Josephson effect diode reversal
(Nanowerk News) Most transistors, including the building blocks of computer CPUs, generate heat. This is because most conductors are resistive, which causes Joule heating. Indeed, there is a special transistor that does not generate heat, which is called the “Josephson junction field-effect transistor”. They are based on Josephson junctions, weak connections between two superconductors, which still carry zero resistance current (or super current).
Following its discovery by Nobel Prize winner Brian Josephson, the Josephson junction quickly found applications in fields such as medicine, metrology and astrophysics. More recently, they have become a key component of quantum computers, as they are at the heart of transmons, the most popular implementation of qubits in superconducting quantum processors.
Given the above, one can understand the attention generated by the discovery of the first superconducting diode based on the Josephson junction made in 2021 in a group around Nicola Paradiso and Christoph Strunk at the University of Regensburg in synthetic crystals grown by Michael J. Manfra and his team at the University Purdue. Excitement arises from the potential for superconducting diodes to serve as the basic building block for new types of superconducting circuits, for the future replacement of resistive circuits by superconducting circuits.
A characteristic feature of ordinary semiconductor diodes is asymmetry: their resistance can be very high or very low depending on which terminal is connected to the cathode and which to the anode of your battery. This asymmetry leads to the diode’s most important property: current rectification. In contrast, a superconducting diode exhibits no resistance, so its working principle must be different.
What Paradiso and his colleagues found is that superconducting diodes exhibit different inductances for the two possible polarities of DC currents. Also, for the polarity where the inductance is lower, the observed critical current (that is, the threshold current that makes the device switch to a resistive state) is higher. We can call this the preferred current direction. But what decides about the preferred direction? The answer is considered as a fixed material characteristic.
Recently, UR researchers made an interesting discovery: In larger magnetic fields, the desired direction can reverse. Interestingly, theorists predicted this effect about ten years ago, but so far it has never been observed.
In a paper that just appeared on Natural Nanotechnology (“Signature of Josephson inductance magnetochiral anisotropy reversal and 0–π-like transitions in supercurrent diodes”), Strunk’s group experimentally demonstrated a dramatic sign change of the supercurrent diode effect, with experimental data quantitatively matching Dr. Andreas Costa, also from Regensburg.
This discovery is sure to have a major impact in the scientific community, as the superconducting diode effect is a hot topic in quantum electronics because of its interesting perspectives for technological applications and fundamental research.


Your answer should consist of the lines holding "touch", copied from the material below.
Top of Provided information
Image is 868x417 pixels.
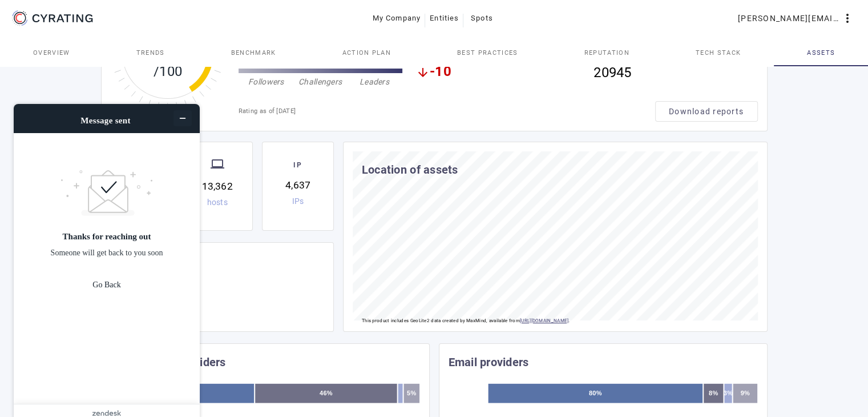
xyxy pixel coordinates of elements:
span: Overview [33,50,70,56]
span: Benchmark [231,50,276,56]
div: hosts [207,198,228,206]
div: 20945 [594,58,758,88]
mat-card-title: Location of assets [362,160,459,178]
div: IPs [293,197,304,205]
mat-icon: computer [211,157,224,171]
div: 13,362 [202,178,233,193]
p: This product includes GeoLite2 data created by MaxMind, available from . [362,315,570,327]
mat-card-title: Nameserver providers [111,353,226,371]
span: Tech Stack [696,50,741,56]
span: Entities [430,9,459,28]
mat-card-title: Email providers [449,353,529,371]
span: Action Plan [342,50,391,56]
span: Support [23,8,64,18]
tspan: /100 [153,63,182,79]
span: My Company [373,9,421,28]
span: [PERSON_NAME][EMAIL_ADDRESS][DOMAIN_NAME] [738,9,840,28]
span: Download reports [669,106,744,117]
span: Assets [807,50,835,56]
h2: Thanks for reaching out [51,142,163,151]
button: Entities [425,8,464,28]
mat-icon: more_vert [840,12,855,25]
button: Minimize widget [173,20,192,36]
span: IP [291,159,305,173]
button: Spots [464,8,500,28]
button: Download reports [655,101,758,122]
li: [DOMAIN_NAME] [118,301,324,313]
cr-card: Location of assets [343,142,768,332]
span: Spots [471,9,494,28]
div: 4,637 [285,178,310,193]
li: [DOMAIN_NAME] [118,290,324,301]
div: Rating as of [DATE] [238,106,655,117]
g: CYRATING [33,14,93,23]
span: Reputation [585,50,630,56]
cr-card: Main domains [101,241,334,341]
p: Someone will get back to you soon [51,158,163,168]
button: [PERSON_NAME][EMAIL_ADDRESS][DOMAIN_NAME] [734,8,859,28]
li: [DOMAIN_NAME] [118,279,324,290]
span: -10 [430,66,452,79]
div: Challengers [294,76,348,88]
span: Best practices [457,50,518,56]
button: Go Back [93,183,120,205]
a: [URL][DOMAIN_NAME] [520,318,569,324]
span: Trends [137,50,165,56]
div: Followers [239,76,294,88]
button: My Company [369,8,426,28]
h1: Message sent [53,24,158,38]
mat-icon: arrow_downward [416,66,430,79]
div: Leaders [348,76,402,88]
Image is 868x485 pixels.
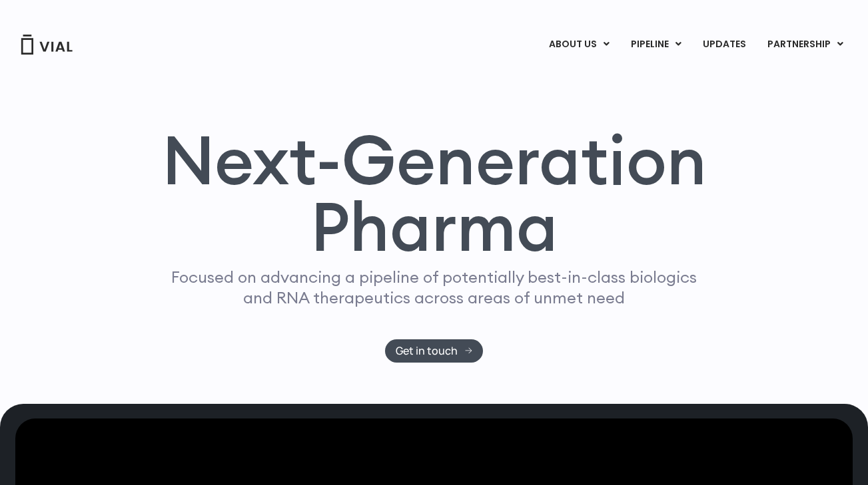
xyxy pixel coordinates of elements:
a: ABOUT USMenu Toggle [538,33,620,56]
a: PARTNERSHIPMenu Toggle [756,33,853,56]
a: PIPELINEMenu Toggle [620,33,691,56]
span: Get in touch [396,346,458,356]
img: Vial Logo [20,35,73,54]
p: Focused on advancing a pipeline of potentially best-in-class biologics and RNA therapeutics acros... [166,267,702,308]
a: UPDATES [692,33,756,56]
h1: Next-Generation Pharma [146,126,723,261]
a: Get in touch [385,340,483,363]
Bottom of Provided information
■ Result
span: Get in touch [396,346,458,356]
a: Get in touch [385,340,483,363]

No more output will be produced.